Mostly, however, he expressed frustration over the financial crisis that threatens to overshadow the final year and a half of his governorship.
All sides -- legislative Republicans, Democrats and the governor -- have pledged to plug California's deficit by the end of June. The new fiscal year begins July 1.
"We will meet the July 1 deadline," Senate leader Darrell Steinberg (D-Sacramento) said in an e-mail to The Times.
If lawmakers fall short of that goal, as they have many years, Schwarzenegger's refusal to borrow would leave the nation's most populous state with no way to pay its bills.
"Payment deferrals and IOUs -- that's all we would be left with," said Hallye Jordan, a spokeswoman for state Controller John Chiang, who monitors California's cash flow. Chiang reported Wednesday that the state's revenues have fallen $827 million below projections made only weeks ago.
Amid a cash crunch earlier this year, the state deferred some payments, including taxpayer refund checks. But California has not issued IOUs since the early 1990s.
Schwarzenegger has proposed slicing deep into public schools and eliminating college student grants, health insurance for 930,000 poor children and the state's welfare-to-work program. But the Democrats who dominate the Legislature have countered that they will not disassemble California's social safety net.
In the Senate, Democrats have sketched a counter-proposal that would drain the state's reserves and rely on hopes for a rosier economic future to hold off the deepest of the cuts. Their plan would resolve up to $20 billion of the projected $24-billion deficit.
The governor called that approach "hallucinatory" on Tuesday and "irresponsible" on Wednesday. "We have not hit the bottom" of the economic crisis, he told The Times.
Some rank-and-file Democrats are holding out hope of raising taxes to close the deficit. And the state's largest labor group, the Service Employees International Union, launched a $1-million TV advertising campaign Wednesday to press for more taxes on oil, tobacco and liquor.
Eliseo Medina, SEIU's national executive vice president, said the governor "ought to be worrying about trying to maintain services instead of trying to kill the messenger."
Support from some Republican lawmakers, most of whom have said no to further taxes, would be needed for such proposals to pass the Legislature.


* **About this task**
Should an entry contain an image, leave the image out and repeat the entry's text exactly.

* **Records to use**
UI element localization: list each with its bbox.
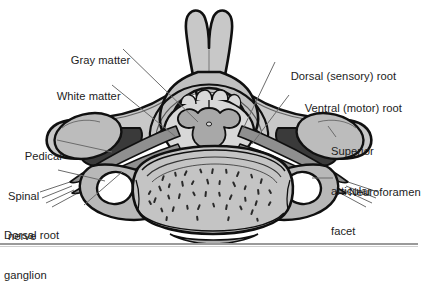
label-gray-matter: Gray matter [58,41,130,81]
label-dorsal-root-ganglion-line2: ganglion [4,269,59,282]
label-neuroforamen-text: Neuroforamen [349,186,421,198]
label-pedical-text: Pedical [25,150,62,162]
label-white-matter-text: White matter [57,90,121,102]
label-gray-matter-text: Gray matter [71,54,131,66]
label-superior-articular-facet-line1: Superior [331,145,374,158]
bottom-divider [0,243,418,245]
label-neuroforamen: Neuroforamen [336,173,421,213]
label-white-matter: White matter [44,77,121,117]
label-dorsal-sensory-root-text: Dorsal (sensory) root [291,70,397,82]
label-dorsal-root-ganglion-line1: Dorsal root [4,229,59,242]
vertebral-body [133,146,293,234]
label-ventral-motor-root-text: Ventral (motor) root [305,102,402,114]
bottom-divider-secondary [0,246,418,247]
label-superior-articular-facet-line3: facet [331,225,374,238]
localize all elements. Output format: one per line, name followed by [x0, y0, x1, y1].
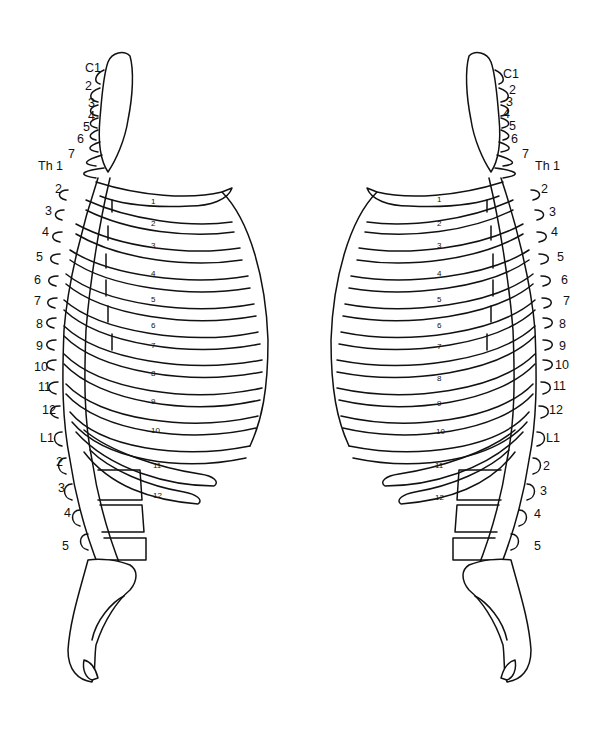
right-rib-9: 9	[437, 400, 441, 408]
right-label-l5: 5	[534, 540, 541, 553]
left-label-th9: 9	[36, 340, 43, 353]
left-rib-8: 8	[151, 370, 155, 378]
left-label-th12: 12	[42, 404, 56, 417]
right-rib-4: 4	[437, 270, 441, 278]
left-label-c1: C1	[85, 62, 101, 75]
right-rib-7: 7	[437, 343, 441, 351]
left-label-th8: 8	[36, 318, 43, 331]
right-rib-1: 1	[437, 196, 441, 204]
right-label-th7: 7	[563, 295, 570, 308]
left-label-c6: 6	[77, 133, 84, 146]
right-label-l1: L1	[546, 432, 560, 445]
right-label-th2: 2	[541, 183, 548, 196]
right-label-th11: 11	[553, 380, 566, 393]
left-label-th10: 10	[34, 361, 48, 374]
left-label-l4: 4	[64, 507, 71, 520]
right-rib-12: 12	[435, 494, 444, 502]
left-rib-4: 4	[151, 270, 155, 278]
left-label-l2: 2	[56, 456, 63, 469]
left-rib-1: 1	[151, 198, 155, 206]
left-label-th11: 11	[38, 381, 51, 394]
left-rib-10: 10	[151, 427, 160, 435]
left-rib-2: 2	[151, 220, 155, 228]
left-label-th1: Th 1	[38, 160, 63, 173]
right-rib-3: 3	[437, 242, 441, 250]
spine-rib-diagram: C1 2 3 4 5 6 7 Th 1 2 3 4 5 6 7 8 9 10 1…	[0, 0, 599, 740]
left-label-c7: 7	[68, 148, 75, 161]
right-label-th6: 6	[561, 274, 568, 287]
right-label-th12: 12	[549, 404, 563, 417]
right-rib-6: 6	[437, 322, 441, 330]
right-rib-11: 11	[435, 462, 443, 470]
left-label-th3: 3	[45, 205, 52, 218]
left-rib-11: 11	[153, 462, 161, 470]
right-rib-2: 2	[437, 220, 441, 228]
right-label-c6: 6	[511, 133, 518, 146]
left-label-th7: 7	[34, 295, 41, 308]
right-label-l2: 2	[543, 460, 550, 473]
right-rib-5: 5	[437, 296, 441, 304]
right-label-l3: 3	[540, 485, 547, 498]
right-label-c5: 5	[509, 120, 516, 133]
left-label-th4: 4	[42, 226, 49, 239]
left-label-l1: L1	[40, 432, 54, 445]
right-label-th10: 10	[555, 359, 569, 372]
left-rib-9: 9	[151, 398, 155, 406]
right-label-th9: 9	[559, 340, 566, 353]
right-label-c1: C1	[503, 68, 519, 81]
right-rib-8: 8	[437, 375, 441, 383]
left-label-c3: 3	[88, 97, 95, 110]
left-label-l3: 3	[58, 482, 65, 495]
left-rib-7: 7	[151, 342, 155, 350]
right-rib-10: 10	[436, 428, 445, 436]
left-rib-5: 5	[151, 296, 155, 304]
left-rib-12: 12	[153, 492, 162, 500]
left-label-l5: 5	[62, 540, 69, 553]
left-label-th6: 6	[34, 274, 41, 287]
right-label-th5: 5	[557, 251, 564, 264]
right-label-th8: 8	[559, 318, 566, 331]
left-label-th5: 5	[36, 251, 43, 264]
right-label-th1: Th 1	[535, 160, 560, 173]
right-label-th3: 3	[549, 206, 556, 219]
left-label-c2: 2	[85, 80, 92, 93]
right-label-c7: 7	[522, 148, 529, 161]
left-rib-6: 6	[151, 322, 155, 330]
left-rib-3: 3	[151, 242, 155, 250]
left-label-th2: 2	[55, 183, 62, 196]
right-label-th4: 4	[551, 226, 558, 239]
left-label-c5: 5	[83, 121, 90, 134]
right-label-l4: 4	[534, 508, 541, 521]
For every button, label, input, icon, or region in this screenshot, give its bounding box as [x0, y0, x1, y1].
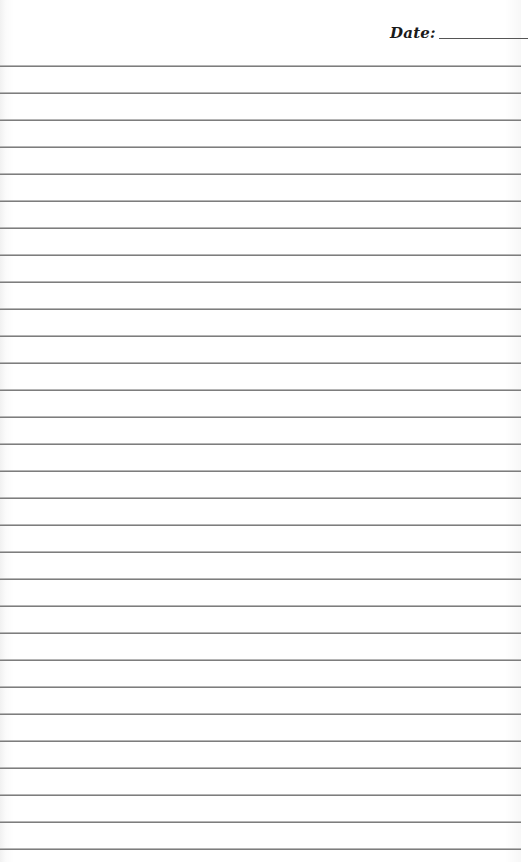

* **Answer to this exercise**
UI element localization: list each with its bbox.
label-gray-matter: Gray matter [58,41,130,81]
label-dorsal-root-ganglion-line2: ganglion [4,269,59,282]
label-neuroforamen-text: Neuroforamen [349,186,421,198]
label-pedical-text: Pedical [25,150,62,162]
label-white-matter-text: White matter [57,90,121,102]
label-gray-matter-text: Gray matter [71,54,131,66]
label-superior-articular-facet-line1: Superior [331,145,374,158]
bottom-divider [0,243,418,245]
label-neuroforamen: Neuroforamen [336,173,421,213]
label-white-matter: White matter [44,77,121,117]
label-dorsal-sensory-root-text: Dorsal (sensory) root [291,70,397,82]
label-dorsal-root-ganglion-line1: Dorsal root [4,229,59,242]
vertebral-body [133,146,293,234]
label-ventral-motor-root-text: Ventral (motor) root [305,102,402,114]
bottom-divider-secondary [0,246,418,247]
label-superior-articular-facet-line3: facet [331,225,374,238]
localize all elements. Output format: one per line, name followed by [x0, y0, x1, y1].
right-rib-9: 9	[437, 400, 441, 408]
right-label-l5: 5	[534, 540, 541, 553]
left-label-th9: 9	[36, 340, 43, 353]
left-rib-8: 8	[151, 370, 155, 378]
left-label-th12: 12	[42, 404, 56, 417]
right-rib-4: 4	[437, 270, 441, 278]
left-label-c1: C1	[85, 62, 101, 75]
right-rib-7: 7	[437, 343, 441, 351]
left-label-th8: 8	[36, 318, 43, 331]
right-rib-1: 1	[437, 196, 441, 204]
right-label-th7: 7	[563, 295, 570, 308]
left-label-c6: 6	[77, 133, 84, 146]
right-label-l1: L1	[546, 432, 560, 445]
right-label-th2: 2	[541, 183, 548, 196]
right-label-th11: 11	[553, 380, 566, 393]
left-label-th10: 10	[34, 361, 48, 374]
left-label-l4: 4	[64, 507, 71, 520]
right-rib-12: 12	[435, 494, 444, 502]
left-rib-4: 4	[151, 270, 155, 278]
left-label-l2: 2	[56, 456, 63, 469]
left-rib-1: 1	[151, 198, 155, 206]
left-label-th11: 11	[38, 381, 51, 394]
left-rib-10: 10	[151, 427, 160, 435]
left-rib-2: 2	[151, 220, 155, 228]
left-label-th1: Th 1	[38, 160, 63, 173]
right-rib-3: 3	[437, 242, 441, 250]
spine-rib-diagram: C1 2 3 4 5 6 7 Th 1 2 3 4 5 6 7 8 9 10 1…	[0, 0, 599, 740]
left-label-c7: 7	[68, 148, 75, 161]
right-label-th6: 6	[561, 274, 568, 287]
right-label-th12: 12	[549, 404, 563, 417]
right-rib-6: 6	[437, 322, 441, 330]
right-rib-11: 11	[435, 462, 443, 470]
left-label-th3: 3	[45, 205, 52, 218]
left-rib-11: 11	[153, 462, 161, 470]
right-rib-2: 2	[437, 220, 441, 228]
right-label-c6: 6	[511, 133, 518, 146]
left-label-th7: 7	[34, 295, 41, 308]
right-label-l2: 2	[543, 460, 550, 473]
right-rib-5: 5	[437, 296, 441, 304]
right-label-l3: 3	[540, 485, 547, 498]
right-label-c5: 5	[509, 120, 516, 133]
left-label-th4: 4	[42, 226, 49, 239]
left-label-l1: L1	[40, 432, 54, 445]
right-label-th10: 10	[555, 359, 569, 372]
left-rib-9: 9	[151, 398, 155, 406]
right-label-th9: 9	[559, 340, 566, 353]
right-label-c1: C1	[503, 68, 519, 81]
right-rib-8: 8	[437, 375, 441, 383]
left-label-c3: 3	[88, 97, 95, 110]
left-label-l3: 3	[58, 482, 65, 495]
left-rib-7: 7	[151, 342, 155, 350]
right-rib-10: 10	[436, 428, 445, 436]
left-rib-5: 5	[151, 296, 155, 304]
left-rib-12: 12	[153, 492, 162, 500]
left-label-l5: 5	[62, 540, 69, 553]
left-label-th6: 6	[34, 274, 41, 287]
right-label-th5: 5	[557, 251, 564, 264]
right-label-th8: 8	[559, 318, 566, 331]
left-label-th5: 5	[36, 251, 43, 264]
right-label-th1: Th 1	[535, 160, 560, 173]
right-label-th3: 3	[549, 206, 556, 219]
left-label-c2: 2	[85, 80, 92, 93]
right-label-c7: 7	[522, 148, 529, 161]
left-rib-6: 6	[151, 322, 155, 330]
left-rib-3: 3	[151, 242, 155, 250]
left-label-th2: 2	[55, 183, 62, 196]
right-label-th4: 4	[551, 226, 558, 239]
left-label-c5: 5	[83, 121, 90, 134]
right-label-l4: 4	[534, 508, 541, 521]
For every button, label, input, icon, or region in this screenshot, give its bounding box as [x0, y0, x1, y1].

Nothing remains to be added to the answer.